The teenager's footsteps felt lighter that afternoon.
Beneath his dirty clothes, he hid a bundle of smoked meat and several pieces of fresh bread, the result of a risky grab from a market on the outskirts of the city.
He had already imagined the Old Man's flat expression. Even without praise, at least there would be a small nod, a silent sign that they wouldn't go hungry for the next two days.
But as he stepped into the shack, the silence that greeted him felt… wrong.
There was no sound of a blade being sharpened. No harsh scent of cheap tobacco. No cynical muttering that usually welcomed his return.
"Old Man? Look what I brought," he called out, trying to break the strange stillness.
Silence. Only the faint dripping of water from the leaking tin roof answered him.
He stepped deeper into the darkness of the shack.
His heart began to pound as his eyes caught the silhouette of a body lying on the dirt floor. The bundle of food slipped from his hand, scattering across the dust.
"Old Man!"
He rushed forward, dropping to his knees beside the man who had raised him for over a decade.
The Old Man's body trembled violently. His breathing was ragged, short, and heavy, as if an invisible weight was crushing his lungs.
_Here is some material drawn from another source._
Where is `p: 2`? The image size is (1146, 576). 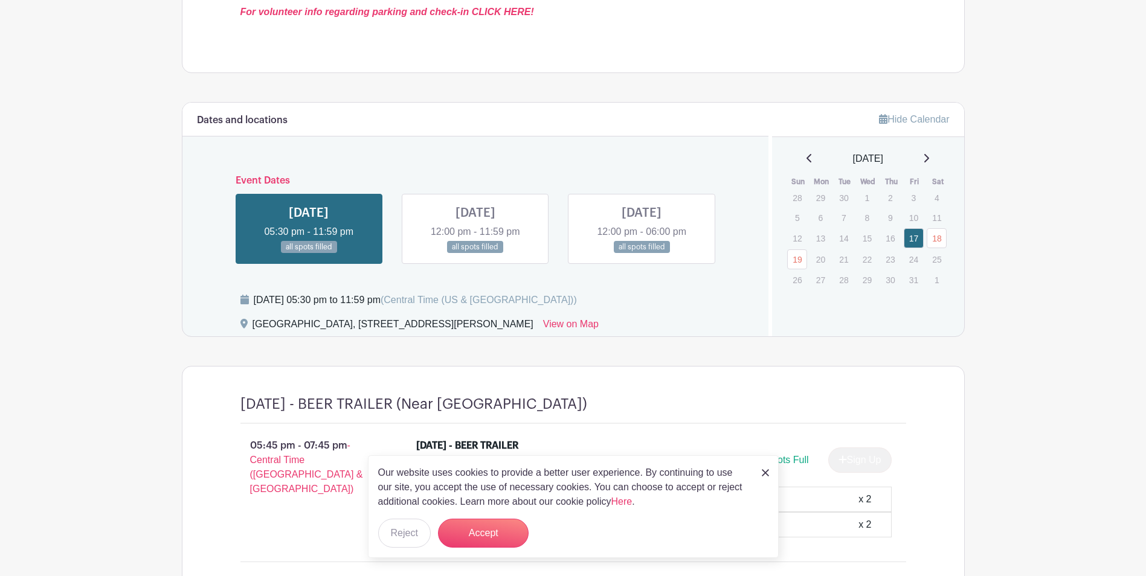
p: 2 is located at coordinates (890, 197).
The teenager frantically examined him.
No bullet wounds. No stab marks. Not a single drop of blood stained the ground. Yet the Old Man's face was deathly pale, and the veins in his neck bulged like roots ready to burst. This death felt sudden… unnatural.
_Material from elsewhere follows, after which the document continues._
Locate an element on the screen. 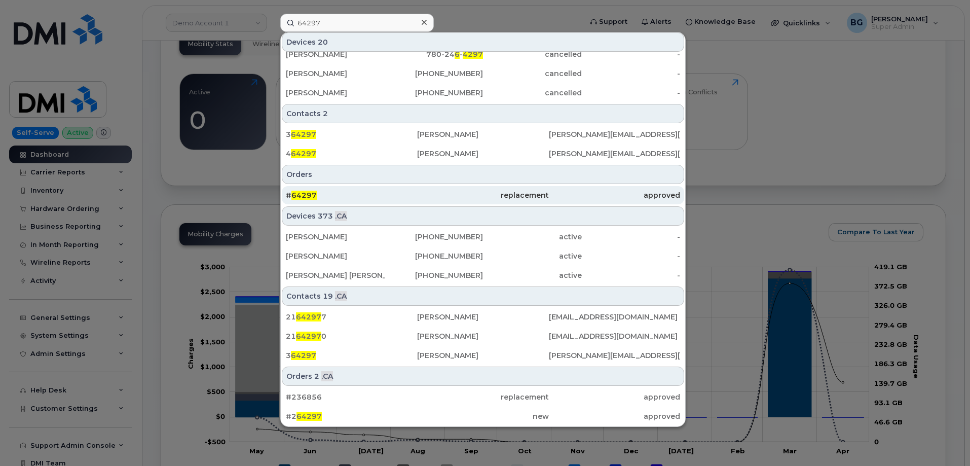  span: 19 is located at coordinates (328, 296).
"Old Man! Hold on! What happened? Who did this?!" His voice broke, filling the narrow space. He pulled the rigid body into his arms.
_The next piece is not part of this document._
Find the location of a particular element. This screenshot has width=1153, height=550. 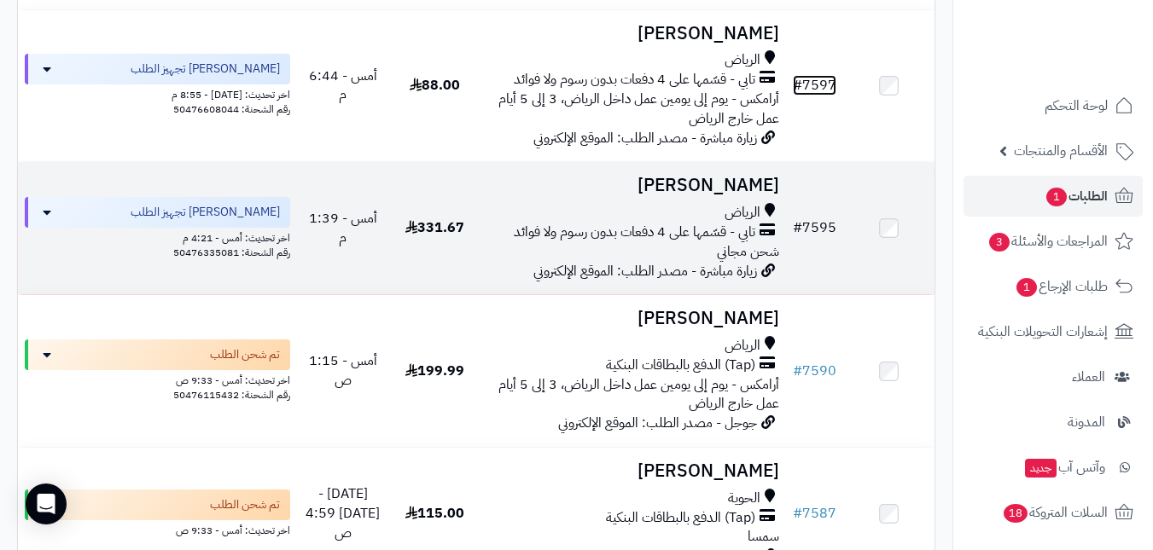

a: #7590 is located at coordinates (814, 371).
The Old Man's eyes were wide open, staring directly at him.
There was something different in them. No longer cold and harsh, but filled with a deep guilt… a regret that had long been locked behind his cracked lips.
Those lips trembled violently, trying to form words.
He wanted to shout a name, a secret, or perhaps a warning.
But his throat seemed bound by some dark force. Only a hoarse hiss escaped, before his eyes dimmed, losing the light of life forever.
The rough hands that once saved him now grew cold in his grasp.
The teenager fell silent. He didn't cry.
His sorrow was swallowed by confusion and an overwhelming emptiness. At such a young age, he became what he should have been twelve years ago: alone.
Without family. Without protection. Without an identity tying him to the human world.
He stared at the Old Man's corpse with hollow eyes.
Inside his chest, something began to shift.
The pain he felt slowly transformed into a bottomless void. An absolute emptiness that devoured every trace of his humanity.
Unaware of it, in the suffocating silence of the shack, the darkness in the corner of the room seemed to breathe, merging with the void in his heart.
An entity that should not exist in this world… had heard his call.
The call of a soul that had never had a name.